The care for cultural and historical heritage in almost all areas of the Balkans emerged in recent period, and in the Serbian context, the first attempts belong to painter Dimitrije Avramović, who in 1847 published a book dedicated to the art and monuments of the Hilandar monastery, which is itself a cultural asset, a copy of which is kept by our Museum within the Collection of Old and Rare Books.

Art history as discipline and as part of historiography reached Serbia only when the society was moving towards modernization and Europe during the 19 th century. This blog therefore wants to commemorate the name and work of one of the early and successful Serbian art historians since this year is the 30th anniversary of his death. It was Petar Momirović, the first art historian who was born in Jagodina. His life’s journey and commitment to research of heritage reveal, on the one hand, tragic circumstances of widespread poverty in Serbia and on the other the strength of intellect and tenacity of one’s spirit. Petar was born in Jagodina on October 4, 1907. His father was Milosav Nešić, from Senje, whose ancestors came from Kosovo, and his mother, Darinka, was from family of Arandjelović. They were extremely poor and had many children, but despite their poverty, they were dedicated to reading and poetry, and Peter’s father was even a sub-deacon in the New Church in Jagodina. Because he lost his father when he was only three and due to additional impoverishment of the family during the Balkan and First World Wars, Petar, who had to serve in houses to survive, was adopted by the Momirović family, with whom he then moved to Kragujevac, where he completed his high school graduation. As a bright and good student who liked to read, in 1927 he graduated first from the Seminary in Bitola with excellent results, and then graduated Theology in Belgrade in 1932. Soon he began teaching from Bitola, Ćuprija and Smederevo, to Požarevac and Aleksinac, where he spent the Second World War.
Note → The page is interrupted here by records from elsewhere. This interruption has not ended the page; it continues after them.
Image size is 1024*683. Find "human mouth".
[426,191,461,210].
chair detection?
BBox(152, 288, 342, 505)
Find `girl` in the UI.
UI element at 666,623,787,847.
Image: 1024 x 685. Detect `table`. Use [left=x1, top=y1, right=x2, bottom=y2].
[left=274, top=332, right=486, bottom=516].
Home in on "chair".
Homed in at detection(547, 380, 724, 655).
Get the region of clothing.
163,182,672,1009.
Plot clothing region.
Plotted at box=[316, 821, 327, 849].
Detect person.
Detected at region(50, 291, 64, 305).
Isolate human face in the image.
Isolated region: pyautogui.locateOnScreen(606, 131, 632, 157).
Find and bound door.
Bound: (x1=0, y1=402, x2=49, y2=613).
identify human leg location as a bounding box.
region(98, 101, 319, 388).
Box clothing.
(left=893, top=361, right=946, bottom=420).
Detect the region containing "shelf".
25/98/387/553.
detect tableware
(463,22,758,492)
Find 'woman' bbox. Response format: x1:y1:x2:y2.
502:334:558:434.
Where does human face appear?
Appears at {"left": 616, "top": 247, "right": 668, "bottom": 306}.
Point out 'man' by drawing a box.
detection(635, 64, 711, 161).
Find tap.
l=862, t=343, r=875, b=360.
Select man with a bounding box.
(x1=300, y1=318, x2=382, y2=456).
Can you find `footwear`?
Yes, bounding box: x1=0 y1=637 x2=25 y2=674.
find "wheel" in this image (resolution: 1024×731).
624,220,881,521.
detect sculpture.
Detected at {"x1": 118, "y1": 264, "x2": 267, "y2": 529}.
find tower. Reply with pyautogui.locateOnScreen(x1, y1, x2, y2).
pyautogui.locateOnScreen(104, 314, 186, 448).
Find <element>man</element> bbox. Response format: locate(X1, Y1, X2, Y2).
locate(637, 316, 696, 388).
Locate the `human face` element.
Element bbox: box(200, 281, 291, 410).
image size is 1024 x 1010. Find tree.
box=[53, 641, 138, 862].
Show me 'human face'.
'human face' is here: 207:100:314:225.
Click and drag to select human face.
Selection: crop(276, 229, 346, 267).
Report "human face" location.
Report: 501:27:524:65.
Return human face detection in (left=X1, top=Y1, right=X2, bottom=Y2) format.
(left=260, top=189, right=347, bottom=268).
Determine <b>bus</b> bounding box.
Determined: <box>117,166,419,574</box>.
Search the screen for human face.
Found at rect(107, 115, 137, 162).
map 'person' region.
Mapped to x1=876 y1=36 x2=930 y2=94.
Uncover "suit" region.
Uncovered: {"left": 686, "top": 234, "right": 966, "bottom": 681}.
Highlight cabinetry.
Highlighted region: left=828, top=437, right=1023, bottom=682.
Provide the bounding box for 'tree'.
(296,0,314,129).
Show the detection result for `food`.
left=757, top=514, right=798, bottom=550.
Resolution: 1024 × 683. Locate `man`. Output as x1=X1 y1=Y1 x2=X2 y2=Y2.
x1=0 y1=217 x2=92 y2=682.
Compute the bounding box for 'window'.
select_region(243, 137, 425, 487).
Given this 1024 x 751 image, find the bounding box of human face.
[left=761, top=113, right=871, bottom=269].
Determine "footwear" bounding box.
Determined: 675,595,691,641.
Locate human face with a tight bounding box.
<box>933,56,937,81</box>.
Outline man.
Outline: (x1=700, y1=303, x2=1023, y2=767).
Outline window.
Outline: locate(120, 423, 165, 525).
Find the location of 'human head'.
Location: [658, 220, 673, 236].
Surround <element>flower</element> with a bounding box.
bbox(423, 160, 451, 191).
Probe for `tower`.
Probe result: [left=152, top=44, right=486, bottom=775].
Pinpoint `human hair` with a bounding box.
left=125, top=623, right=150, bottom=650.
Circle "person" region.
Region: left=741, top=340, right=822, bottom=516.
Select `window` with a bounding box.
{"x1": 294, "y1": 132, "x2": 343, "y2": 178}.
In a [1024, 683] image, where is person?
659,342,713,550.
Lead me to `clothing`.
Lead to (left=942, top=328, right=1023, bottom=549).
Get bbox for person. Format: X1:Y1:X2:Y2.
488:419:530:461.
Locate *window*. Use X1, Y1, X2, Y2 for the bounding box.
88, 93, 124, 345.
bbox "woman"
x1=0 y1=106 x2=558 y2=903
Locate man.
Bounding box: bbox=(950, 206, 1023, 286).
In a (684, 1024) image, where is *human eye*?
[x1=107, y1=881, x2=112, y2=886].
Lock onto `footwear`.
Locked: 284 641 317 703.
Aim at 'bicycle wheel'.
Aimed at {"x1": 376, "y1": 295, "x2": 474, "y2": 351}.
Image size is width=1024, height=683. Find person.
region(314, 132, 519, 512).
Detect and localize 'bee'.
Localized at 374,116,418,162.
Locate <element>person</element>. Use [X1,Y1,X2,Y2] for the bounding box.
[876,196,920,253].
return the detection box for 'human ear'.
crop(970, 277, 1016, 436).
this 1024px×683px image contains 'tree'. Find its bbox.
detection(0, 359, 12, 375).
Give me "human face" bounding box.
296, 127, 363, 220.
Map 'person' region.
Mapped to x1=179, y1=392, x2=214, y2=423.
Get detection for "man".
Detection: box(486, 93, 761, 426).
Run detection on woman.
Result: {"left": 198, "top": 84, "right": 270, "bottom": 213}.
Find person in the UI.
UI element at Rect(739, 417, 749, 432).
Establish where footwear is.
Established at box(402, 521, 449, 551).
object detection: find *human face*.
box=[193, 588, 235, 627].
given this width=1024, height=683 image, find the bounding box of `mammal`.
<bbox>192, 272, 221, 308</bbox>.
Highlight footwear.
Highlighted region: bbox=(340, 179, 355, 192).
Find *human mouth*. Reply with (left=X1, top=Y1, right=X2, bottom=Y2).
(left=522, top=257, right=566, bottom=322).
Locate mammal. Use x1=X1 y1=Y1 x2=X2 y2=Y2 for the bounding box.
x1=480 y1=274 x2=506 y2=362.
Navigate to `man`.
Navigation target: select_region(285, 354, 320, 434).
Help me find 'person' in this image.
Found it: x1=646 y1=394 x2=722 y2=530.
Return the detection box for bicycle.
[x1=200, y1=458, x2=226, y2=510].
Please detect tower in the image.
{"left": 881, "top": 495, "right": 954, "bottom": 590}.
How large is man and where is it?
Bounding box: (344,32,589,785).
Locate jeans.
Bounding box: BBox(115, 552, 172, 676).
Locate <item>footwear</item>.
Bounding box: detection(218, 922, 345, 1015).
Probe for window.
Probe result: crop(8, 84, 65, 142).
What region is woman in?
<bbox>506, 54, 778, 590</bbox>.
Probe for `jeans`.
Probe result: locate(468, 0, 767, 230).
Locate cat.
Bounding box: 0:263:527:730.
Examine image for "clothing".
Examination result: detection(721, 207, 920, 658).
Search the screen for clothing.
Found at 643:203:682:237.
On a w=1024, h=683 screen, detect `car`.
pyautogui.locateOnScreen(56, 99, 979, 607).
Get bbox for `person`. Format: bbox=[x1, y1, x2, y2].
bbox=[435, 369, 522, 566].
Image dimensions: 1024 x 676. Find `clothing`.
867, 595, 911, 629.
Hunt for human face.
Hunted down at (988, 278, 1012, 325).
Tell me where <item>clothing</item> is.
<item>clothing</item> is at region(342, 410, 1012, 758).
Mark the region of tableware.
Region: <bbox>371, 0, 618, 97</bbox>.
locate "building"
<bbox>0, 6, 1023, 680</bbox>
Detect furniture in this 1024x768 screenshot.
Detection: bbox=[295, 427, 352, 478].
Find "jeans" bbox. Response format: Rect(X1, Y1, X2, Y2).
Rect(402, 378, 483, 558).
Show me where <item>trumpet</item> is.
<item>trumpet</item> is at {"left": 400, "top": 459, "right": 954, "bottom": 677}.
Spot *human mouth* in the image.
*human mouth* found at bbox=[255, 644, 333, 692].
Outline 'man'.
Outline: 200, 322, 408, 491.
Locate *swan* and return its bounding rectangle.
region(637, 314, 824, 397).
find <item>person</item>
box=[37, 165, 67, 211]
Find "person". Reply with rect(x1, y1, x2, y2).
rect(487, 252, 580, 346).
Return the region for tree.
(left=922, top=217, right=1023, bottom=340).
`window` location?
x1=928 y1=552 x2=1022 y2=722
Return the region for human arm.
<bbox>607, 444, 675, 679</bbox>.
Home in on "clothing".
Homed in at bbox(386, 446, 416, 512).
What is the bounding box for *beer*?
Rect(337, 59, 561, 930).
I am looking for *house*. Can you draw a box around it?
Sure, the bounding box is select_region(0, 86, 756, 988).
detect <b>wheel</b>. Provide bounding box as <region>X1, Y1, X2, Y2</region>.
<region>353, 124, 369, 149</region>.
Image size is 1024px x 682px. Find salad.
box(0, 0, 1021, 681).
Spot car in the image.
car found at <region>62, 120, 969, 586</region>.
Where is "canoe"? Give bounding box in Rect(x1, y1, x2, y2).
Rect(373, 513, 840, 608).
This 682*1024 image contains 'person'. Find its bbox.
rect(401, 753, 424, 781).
Since after 1945 he was left jobless and almost without civil rights because new authorities abolished religious education, a new period of severe poverty began for Momirović.

However, already in 1947 he began his work at the Church Museum of the Old Church in Sarajevo, and in 1950 he enrolled in art history at the Faculty of Philosophy in Belgrade, and moved to Novi Sad, where from 1955 until his retirement in 1977 he worked at the Provincial Institute for the Protection of Cultural Monuments. In Vojvodina, he organized a service for the protection and conservation of books and documents, as well as a workshop for conservation of old manuscripts and old printed books. During five decades, he published a number of texts and several books. He was president of Section of Art Historians of the Society of Museum Workers of Vojvodina, and his life’s work is corpus Old Serbian Records and Inscriptions in Vojvodina. His contribution to the protection of heritage and knowledge is highly valued, as evidenced by a series of reviews and collection of works dedicated to him, published in 1997 by the Archives of Vojvodina and Provincial Institute for the Protection of Cultural Monuments. He died in Novi Sad on July 8, 1993.